Without the pictures, output the records below word for word.
BEGIN
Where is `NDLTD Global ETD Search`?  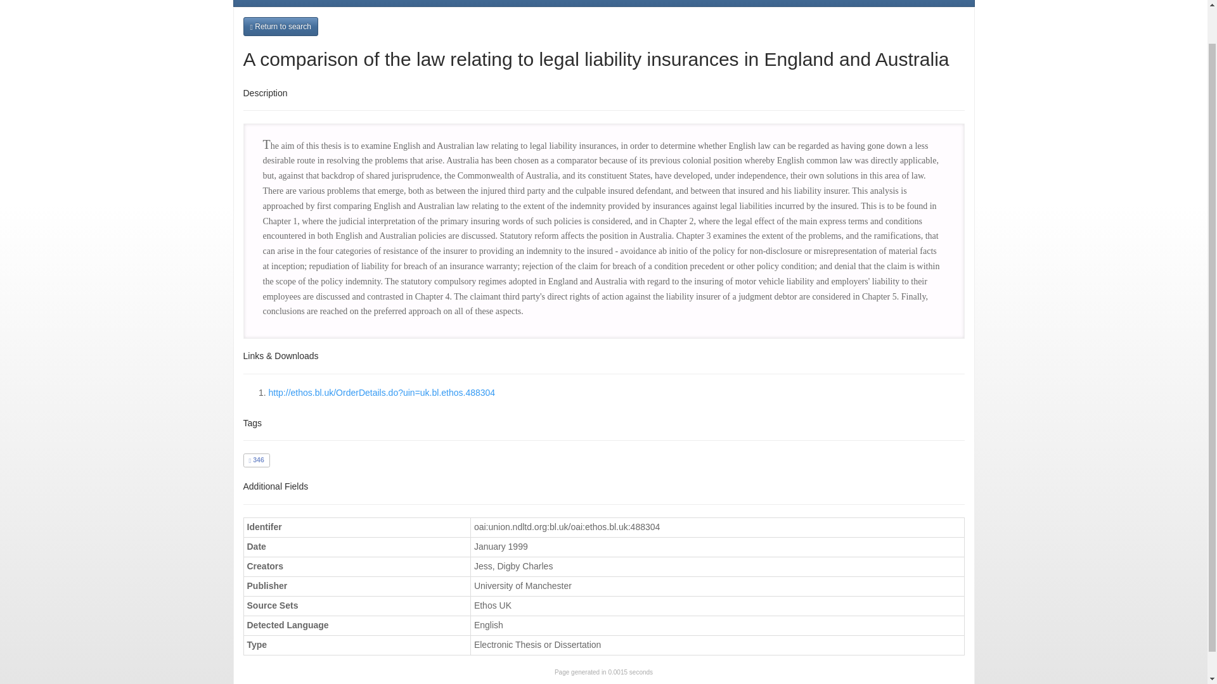
NDLTD Global ETD Search is located at coordinates (326, 3).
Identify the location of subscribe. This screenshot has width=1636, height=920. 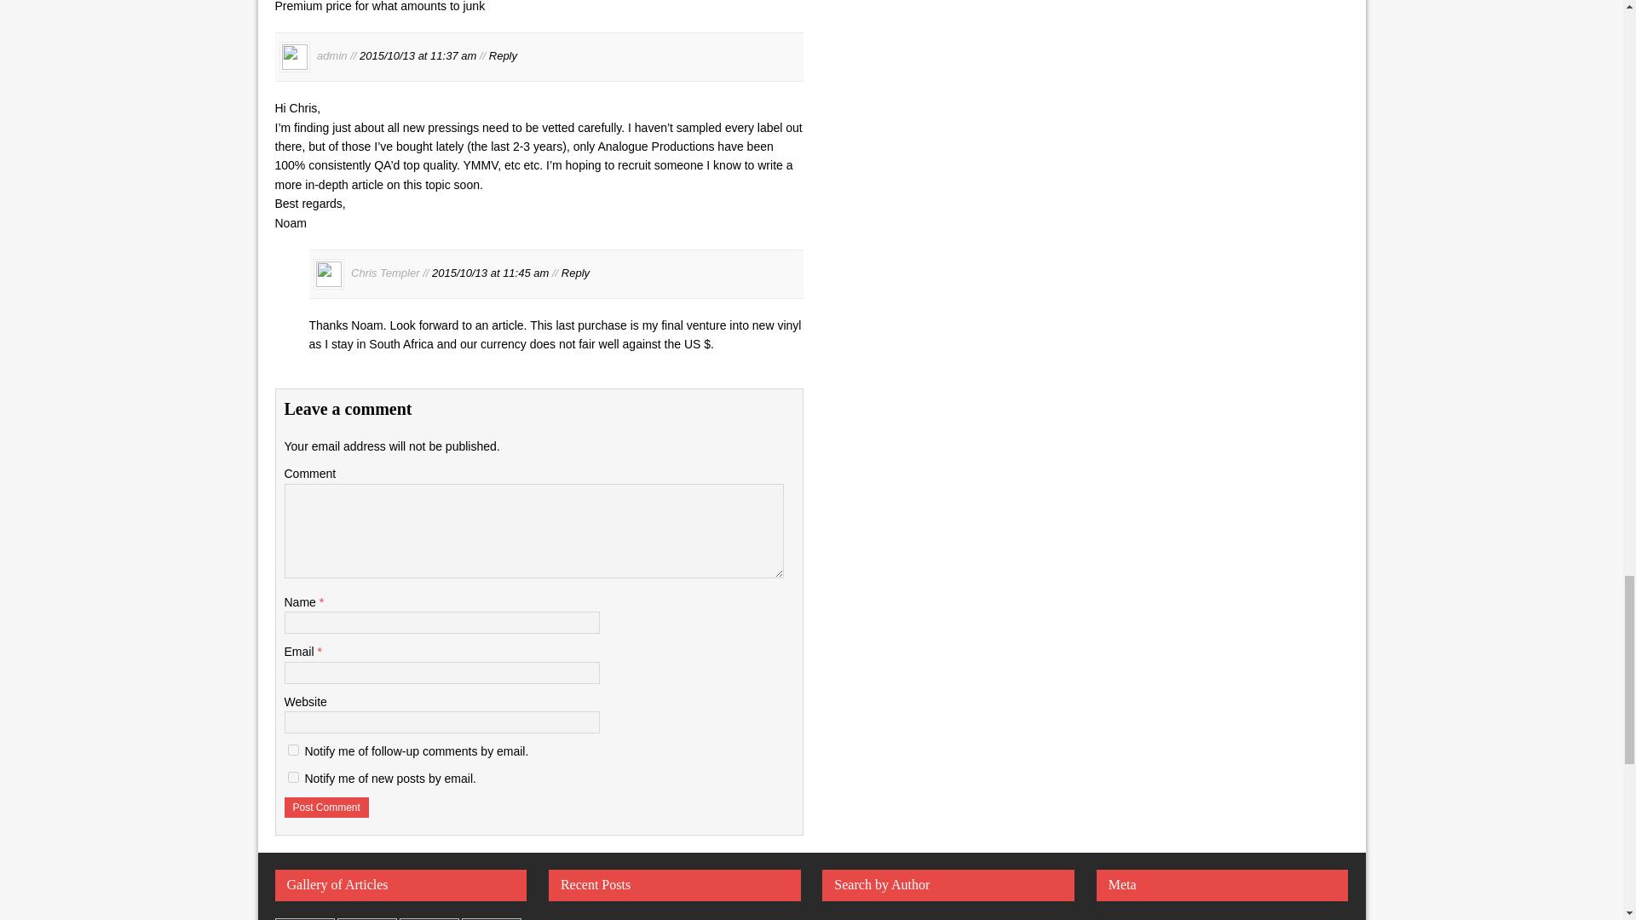
(293, 750).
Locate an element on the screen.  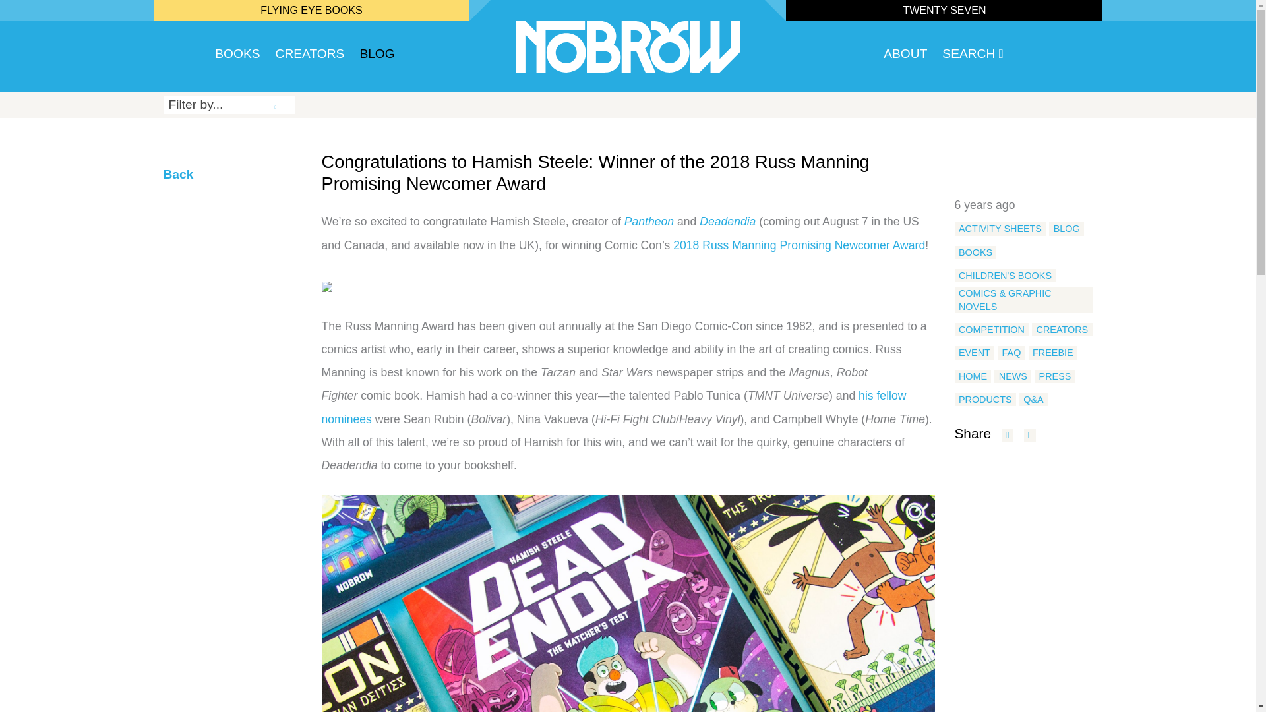
CREATORS is located at coordinates (1062, 330).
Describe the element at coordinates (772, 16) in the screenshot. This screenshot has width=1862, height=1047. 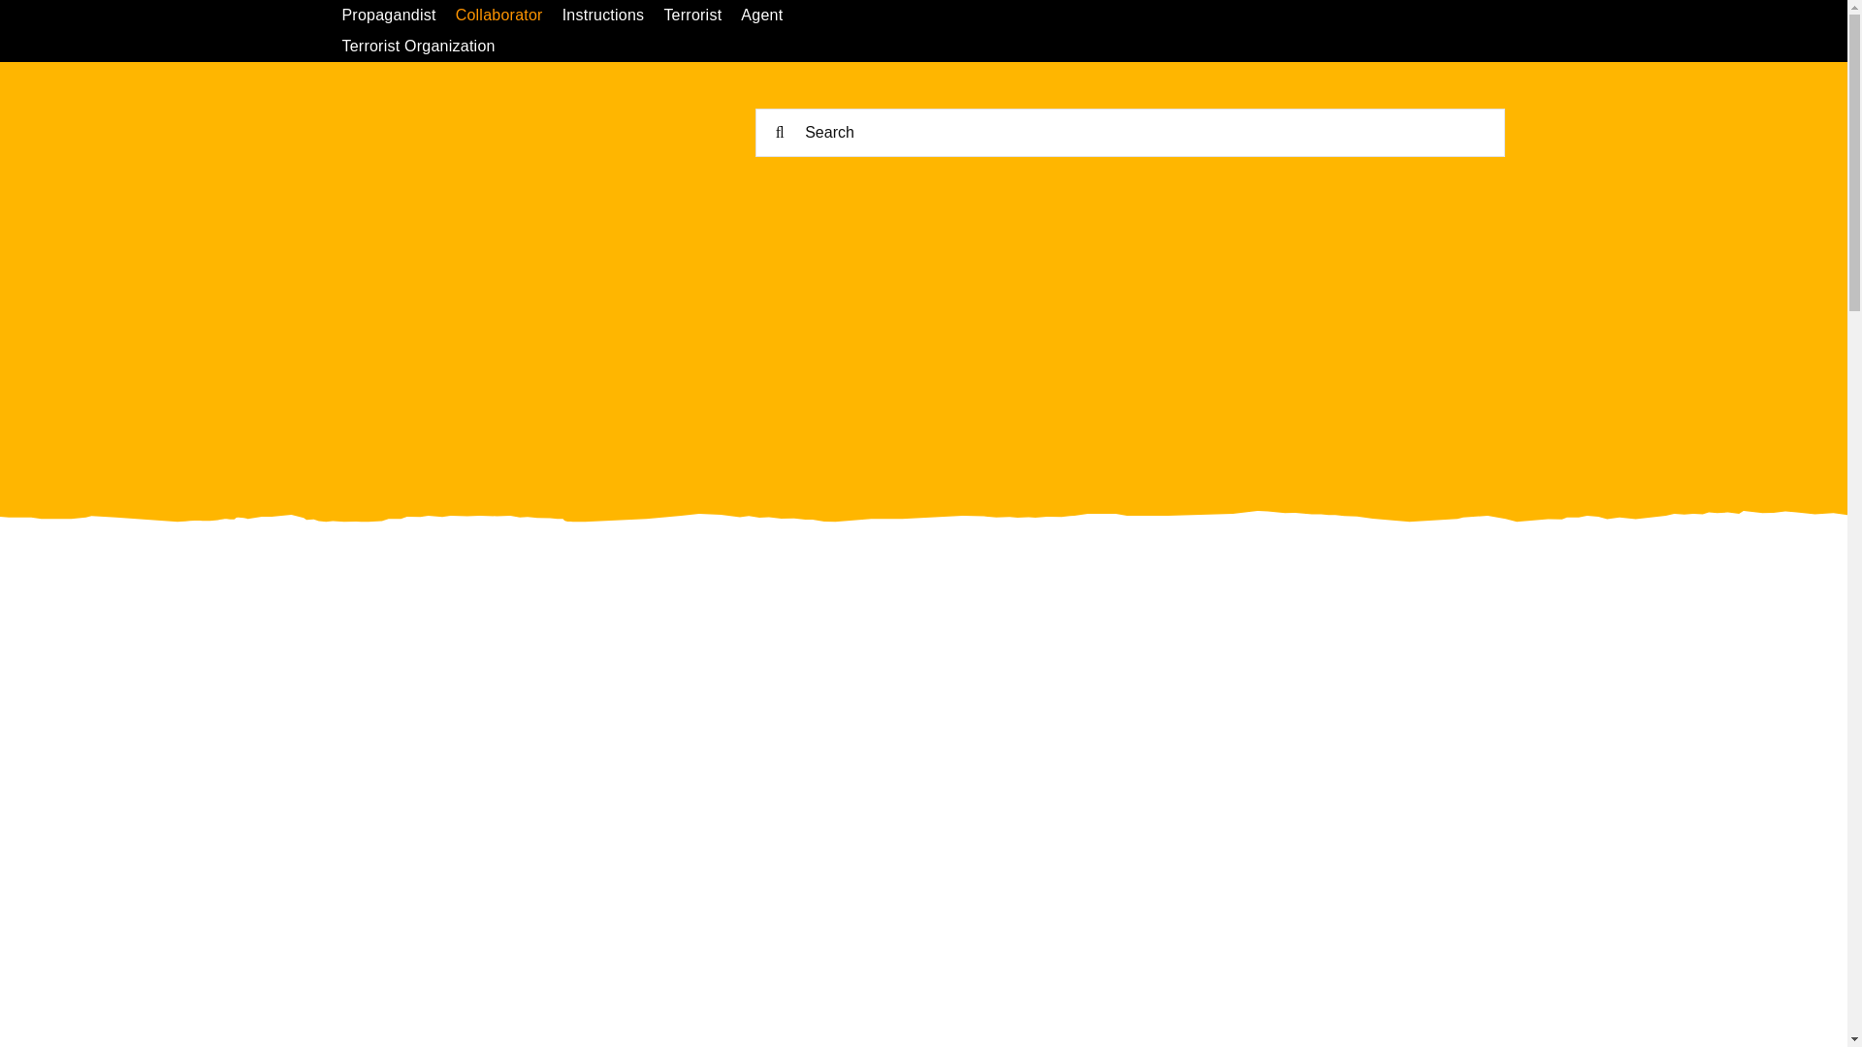
I see `Agent` at that location.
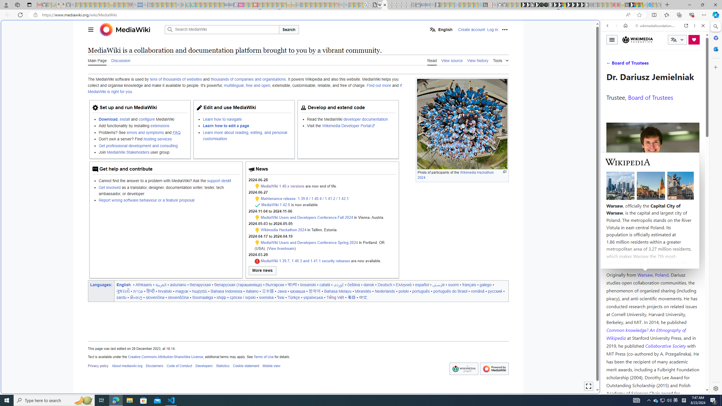  I want to click on Toggle limited content width, so click(589, 387).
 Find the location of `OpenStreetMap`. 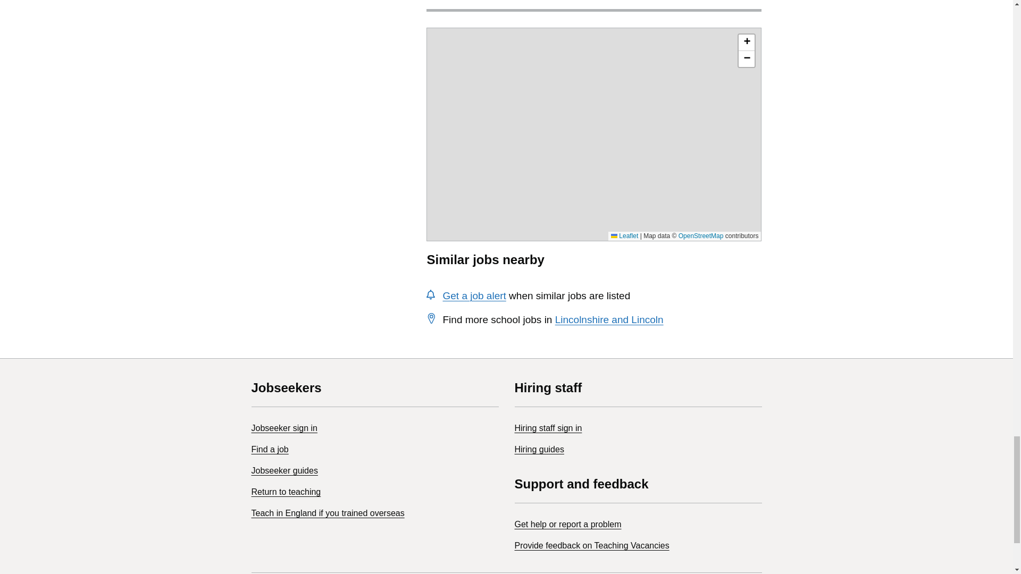

OpenStreetMap is located at coordinates (701, 236).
END
[TASK ANSWER]:
Where is `NDLTD Global ETD Search`?  
NDLTD Global ETD Search is located at coordinates (326, 3).
Identify the location of subscribe. This screenshot has width=1636, height=920. 
(293, 750).
Locate an element on the screen.  
CREATORS is located at coordinates (1062, 330).
Describe the element at coordinates (772, 16) in the screenshot. This screenshot has width=1862, height=1047. 
I see `Agent` at that location.
  I want to click on Toggle limited content width, so click(589, 387).
 Find the location of `OpenStreetMap`. 

OpenStreetMap is located at coordinates (701, 236).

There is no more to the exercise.